After high school, Cota became interested in art therapy as a way to use her creativity to help people. While studying in the social work program of the now-defunct University of Albuquerque, she decided she needed more hands-on experience. “I thought if a client comes to me and he’s a sculptor or a painter, I need to understand the language of the medium.” So, she enrolled at the Institute of American Indian Arts in Santa Fe.
Her years at the Institute were formative, and they continue to influence her life and work today. Some male artists on the faculty were condescending to women students, but others provided support and mentoring, including Ottilie Loloma, Charles Daly and celebrated Apache sculptor, Allan Houser.
Cota paints and sculpts pieces in limestone and alabaster. Some of her works are traditional depictions of Indian figures, but she also works with abstraction because of what she considers its universality and emphasis on emotion and movement.

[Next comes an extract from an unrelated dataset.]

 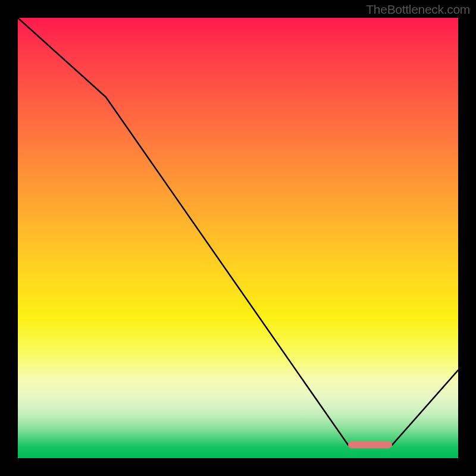 What do you see at coordinates (370, 445) in the screenshot?
I see `optimal-marker` at bounding box center [370, 445].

Occasionally working with social commentary, she created a mixed-media construction for a Christopher Columbus-themed exhibition. Made on a piece of animal hide shaped like the United States, “A Pathway of Our Future” depicts a line of dying babies, men and women rising to the sky. At Santa Fe’s 1994 Indian Market, the work received the Patrick Suazo-Hinds Award.
Laura Fragua Cota’s work is part of the permanent collection of the Institute of American Indian Art Museum in Santa Fe, where she has also served as curator. In 1998, she received New Mexico’s highest artistic honor, a Governor’s Award for Excellence in the Arts, with a concurrent exhibition at the Governor’s Gallery in the state capitol building.